For Afghan refugee cyclist Masomah Ali Zada, it will be a bittersweet moment. For the first time in five years, she will take part in the Afghanistan Women’s Cycling Championships on Sunday, but not in Kabul.

Instead, the 26-year-old will race in southwest Switzerland, reunited with dozens of Afghan cyclists who now live in different countries.

Since the hardline Taliban returned to power last year and restricted women’s freedoms, Ali Zada says “sport is dead” for Afghan women.

The Taliban have banned women from playing sport, barred women from many government jobs and forbidden secondary school education for girls.

But Ali Zada, who has lived in France for the past five years, has not given up and continues to represent her country.

A special moment for Ali Zada came last summer when she took part in the Tokyo Olympics where she hoped to be a beacon for women forced to leave their country or to abandon their sporting dreams.

She was the first Afghan female cyclist to compete in the games as part of the Refugee Olympic Team.

But “the Taliban ruined what I experienced in Tokyo”, she tells AFP.

Unable to enjoy her Olympic adventure, she spent the rest of the summer with a heavy heart as she followed minute by minute the events unfolding in Afghanistan, with Kabul falling in August 2021 and the Taliban put back in charge.

When she was growing up, her family, part of the historically oppressed Shiite Muslim Hazara community, were forced to live in Iran like millions of other Afghans.

It was there she learned how to ride a bike before joining the Afghan national team at the age of 16 when the family returned to Kabul.

‘Worsens each day’

After years of being physically attacked for daring to don sportswear, suffering insults for simply riding a bike and having stones thrown at her, she sought asylum in France in 2016. The pressure on her to give up had become too strong as her victories multiplied.

The situation has since worsened in Afghanistan.

“Every day, women lose a new right,” she says in a soft voice, adding that many are put in prison or forced to leave the country.

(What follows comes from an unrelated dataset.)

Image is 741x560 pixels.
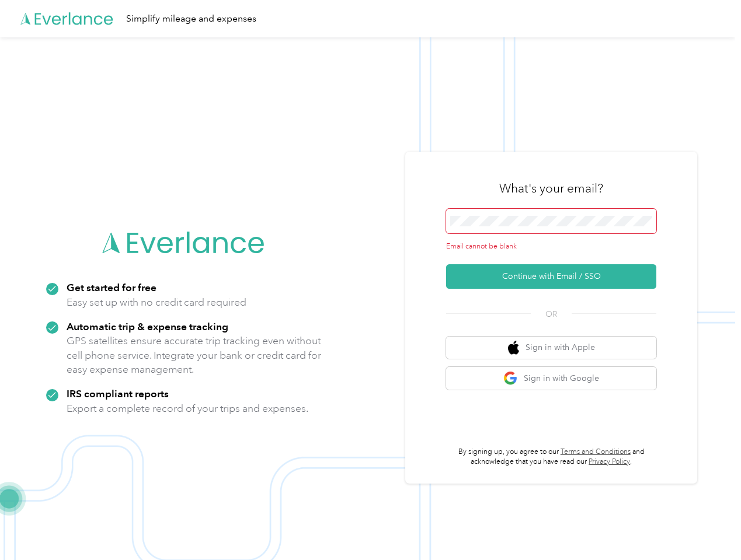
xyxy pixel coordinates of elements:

Since their return, the Taliban have imposed restrictions that aim to force women to live under a fundamentalist version of Islam.

Girls can no longer go to high school and while women can still attend university, that will be difficult in the future since girls today will not have the necessary classes to go on to higher education.

“Dreaming big for girls today is just being able to go to school. Just going to school. So sport is completely dead for women,” says Ali Zada, who is currently studying at Polytech Lille University.

Benafsha Faizi, a journalist and former spokeswoman for the Afghanistan National Olympic Committee who fled the country with the International Cycling Union in 2021, agrees.

“For a woman to play sport today in Afghanistan is just unthinkable. And the situation worsens each day,” she says.

Afghan women ‘abandoned’

Ali Zada, who has joined the International Olympic Committee Athletes’ Commission, believes “the world has become silent” in the face of the repression of Afghan women.

“We abandoned women in Afghanistan. Everyone who says they defend human rights, all those who say they defend women, they haven’t done anything,” she says.

She hopes the race on Sunday, and the media interest that it will garner, will “raise the alarm” to “wake the world up”.

A total of 49 female cyclists from Canada, France, Germany, Italy, Singapore and Switzerland will take part in the 57-kilometre (35-mile) race in the Swiss city of Aigle and the surrounding Vaud canton, where UCI has its headquarters.

Ali Zada says she is “a bit sad” thinking about the women “abandoned in Afghanistan”.

But she is “so happy” to reunite with “teammates with whom I cycled with in Afghanistan. It’s been five years since I last saw them”.

Juggling her studies and cycling, she prepared for the event but doesn’t say who she thinks will win the race.

“All that I know is that there are no losers.”